Thursday, February 09, 2006

The Trashmen Tests

The Quarter Bin is an old webpage devoted to comical funnybooks, what with the caped superguys and all. It's well worth the read if you are into that sort of thing. My favorite piece from the Quarter Bin is Comics Reality Checks I: The Three Trashmen Tests. In this article you will find how an obscure Minnesota surf band leads the author to the formula for good comics. What's more, lately I've been thinking that the Trashmen Tests are applicable to the kind of roleplaying games that I like. Here's the relevant passage from the article:

Some music makes it, and some doesn't. Often the bloviated importance granted to pieces by long-winded critics travels in inverse proportion to the compliance with the standard; while we can roll our eyes at hopelessly self-important acts whose works find their way into freshman literature courses (masquerading as poetry or as words of substance), we can turn, wrily, towards three truths the Trashmen understood. Music can qualify as fun and worthwhile if it qualifies three criteria that together compose a necessary condition.

*Only such music as we might describe as loud at any volume qualifies.

*Only music which we might describe as annoying to grown-ups qualifies.

*And, most importantly, only music which we might describe as stupid qualifies.

And that, in a nutshell, explains why "Louie, Louie" by the Kingsmen holds a warm place in the hearts of overly loud drunks in a way that "Revolution Number 9" probably never will. It undermines the necessary loudness by dabbling in long stretches of quiet and subtlety; rather than annoying grownups, it invites them to greater feats of self-admiration by basking in a glow of perceived genius; and it invites too-serious discussion, denying it the label of "stupid" even where certain details of the song make the exclusion somewhat problematic.

Why are D&D and Rifts successful while so many indie masterpieces languish in obscurity? Because D&D and Rifts are louder, more immature, and stupider, that's why! The closest thing to a 'serious' game I've ever enjoyed is Call of Cthulhu. Even then, that game is hardly at its best when played with a straight face. All the Cthulhu plushies and whatnot ought to tell you how seriously people really take CoC.

The Trashmen Tests also help me come to grips with what I was doing wrong with my old Traveller campaign. I was trying too hard to make my game a deep exploration of setting in a realistic sci-fi universe. Clearly I should have put way more emphasis on blowing shit up and other hijinks.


WHAT TO WORK ON:
Search the records for the string "Percentage" and copy every line in which it appears.

--

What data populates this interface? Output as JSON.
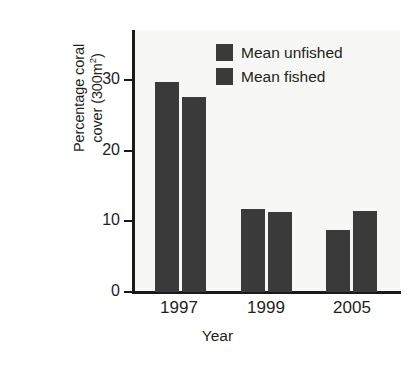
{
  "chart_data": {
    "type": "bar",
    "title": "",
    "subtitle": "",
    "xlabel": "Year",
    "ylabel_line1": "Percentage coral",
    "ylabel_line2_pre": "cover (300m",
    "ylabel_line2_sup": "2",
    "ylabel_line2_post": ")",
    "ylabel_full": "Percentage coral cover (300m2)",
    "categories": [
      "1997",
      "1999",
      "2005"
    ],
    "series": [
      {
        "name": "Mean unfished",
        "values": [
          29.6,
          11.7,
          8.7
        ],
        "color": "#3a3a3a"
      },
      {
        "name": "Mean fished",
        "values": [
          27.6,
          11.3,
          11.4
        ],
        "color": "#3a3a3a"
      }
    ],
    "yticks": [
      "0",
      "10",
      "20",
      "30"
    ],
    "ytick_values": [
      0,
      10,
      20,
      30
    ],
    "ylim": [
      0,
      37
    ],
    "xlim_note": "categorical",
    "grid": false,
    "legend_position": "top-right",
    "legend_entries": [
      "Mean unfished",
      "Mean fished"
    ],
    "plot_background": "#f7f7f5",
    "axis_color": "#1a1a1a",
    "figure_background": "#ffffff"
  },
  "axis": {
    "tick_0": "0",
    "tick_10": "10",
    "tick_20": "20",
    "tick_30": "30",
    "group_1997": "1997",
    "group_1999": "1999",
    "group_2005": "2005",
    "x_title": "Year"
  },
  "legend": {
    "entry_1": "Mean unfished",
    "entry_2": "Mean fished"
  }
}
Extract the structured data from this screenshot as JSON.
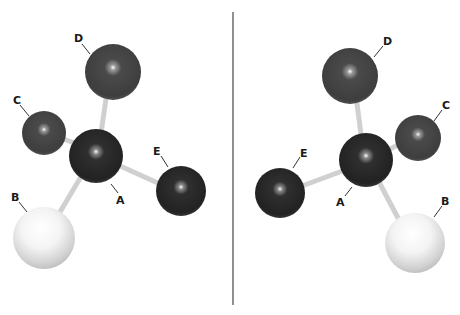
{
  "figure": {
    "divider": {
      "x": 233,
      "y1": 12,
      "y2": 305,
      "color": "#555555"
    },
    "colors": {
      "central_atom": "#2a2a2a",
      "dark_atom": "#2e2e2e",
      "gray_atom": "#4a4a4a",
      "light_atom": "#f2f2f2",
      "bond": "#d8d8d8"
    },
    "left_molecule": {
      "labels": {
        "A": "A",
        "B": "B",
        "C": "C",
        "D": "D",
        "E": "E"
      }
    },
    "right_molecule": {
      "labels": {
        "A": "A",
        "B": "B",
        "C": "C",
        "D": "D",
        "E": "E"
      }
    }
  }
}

--

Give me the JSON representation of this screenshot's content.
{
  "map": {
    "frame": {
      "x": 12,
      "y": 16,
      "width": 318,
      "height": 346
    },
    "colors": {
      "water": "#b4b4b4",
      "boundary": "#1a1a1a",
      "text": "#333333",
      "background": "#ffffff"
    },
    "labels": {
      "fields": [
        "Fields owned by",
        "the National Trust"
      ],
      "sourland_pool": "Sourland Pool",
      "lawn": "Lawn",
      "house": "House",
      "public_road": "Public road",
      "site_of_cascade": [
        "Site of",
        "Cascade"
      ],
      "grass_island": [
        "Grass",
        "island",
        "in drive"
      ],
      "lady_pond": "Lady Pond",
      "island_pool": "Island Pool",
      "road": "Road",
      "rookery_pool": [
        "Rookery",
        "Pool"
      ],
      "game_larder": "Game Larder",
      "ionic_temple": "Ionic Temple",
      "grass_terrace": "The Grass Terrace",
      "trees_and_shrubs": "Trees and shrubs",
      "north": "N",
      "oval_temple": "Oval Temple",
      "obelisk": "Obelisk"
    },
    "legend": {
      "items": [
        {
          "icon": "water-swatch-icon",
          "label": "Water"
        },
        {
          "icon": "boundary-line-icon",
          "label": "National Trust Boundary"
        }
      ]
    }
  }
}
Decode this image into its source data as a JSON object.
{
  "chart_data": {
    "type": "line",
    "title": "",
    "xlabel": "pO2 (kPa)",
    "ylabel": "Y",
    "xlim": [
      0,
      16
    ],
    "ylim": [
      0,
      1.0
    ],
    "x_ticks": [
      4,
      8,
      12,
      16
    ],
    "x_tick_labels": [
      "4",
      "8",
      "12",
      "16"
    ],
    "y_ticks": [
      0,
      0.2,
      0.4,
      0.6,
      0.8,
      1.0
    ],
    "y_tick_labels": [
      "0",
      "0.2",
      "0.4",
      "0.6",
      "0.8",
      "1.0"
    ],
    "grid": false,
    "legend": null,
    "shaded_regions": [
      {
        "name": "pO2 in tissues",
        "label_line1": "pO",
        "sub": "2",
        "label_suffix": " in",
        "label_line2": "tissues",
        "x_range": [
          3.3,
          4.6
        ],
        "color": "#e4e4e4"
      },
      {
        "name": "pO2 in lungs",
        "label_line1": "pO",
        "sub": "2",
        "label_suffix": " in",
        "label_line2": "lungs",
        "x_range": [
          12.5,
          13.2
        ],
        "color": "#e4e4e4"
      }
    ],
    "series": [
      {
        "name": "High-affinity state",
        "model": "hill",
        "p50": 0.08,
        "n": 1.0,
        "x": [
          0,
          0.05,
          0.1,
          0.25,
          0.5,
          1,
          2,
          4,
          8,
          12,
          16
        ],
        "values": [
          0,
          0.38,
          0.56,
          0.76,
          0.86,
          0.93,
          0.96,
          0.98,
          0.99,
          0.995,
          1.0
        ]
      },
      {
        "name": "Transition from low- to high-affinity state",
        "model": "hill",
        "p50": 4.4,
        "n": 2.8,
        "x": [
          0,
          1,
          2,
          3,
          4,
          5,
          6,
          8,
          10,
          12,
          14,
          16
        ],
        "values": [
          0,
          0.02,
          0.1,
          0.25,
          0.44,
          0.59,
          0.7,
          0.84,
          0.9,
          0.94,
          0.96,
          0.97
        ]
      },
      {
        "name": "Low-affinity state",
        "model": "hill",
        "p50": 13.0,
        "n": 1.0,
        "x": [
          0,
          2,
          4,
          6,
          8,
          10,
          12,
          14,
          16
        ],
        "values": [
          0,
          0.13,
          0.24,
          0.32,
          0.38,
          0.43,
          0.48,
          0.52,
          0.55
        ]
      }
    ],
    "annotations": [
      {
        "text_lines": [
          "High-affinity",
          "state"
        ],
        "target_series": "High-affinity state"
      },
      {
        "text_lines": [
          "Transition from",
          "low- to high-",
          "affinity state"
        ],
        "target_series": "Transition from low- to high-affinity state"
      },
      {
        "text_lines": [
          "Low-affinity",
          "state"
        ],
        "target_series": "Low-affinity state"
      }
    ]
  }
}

--

ANSWER FOR THIS EXERCISE:
    "ylabel_line1": "Percentage coral",
    "ylabel_full": "Percentage coral cover (300m2)",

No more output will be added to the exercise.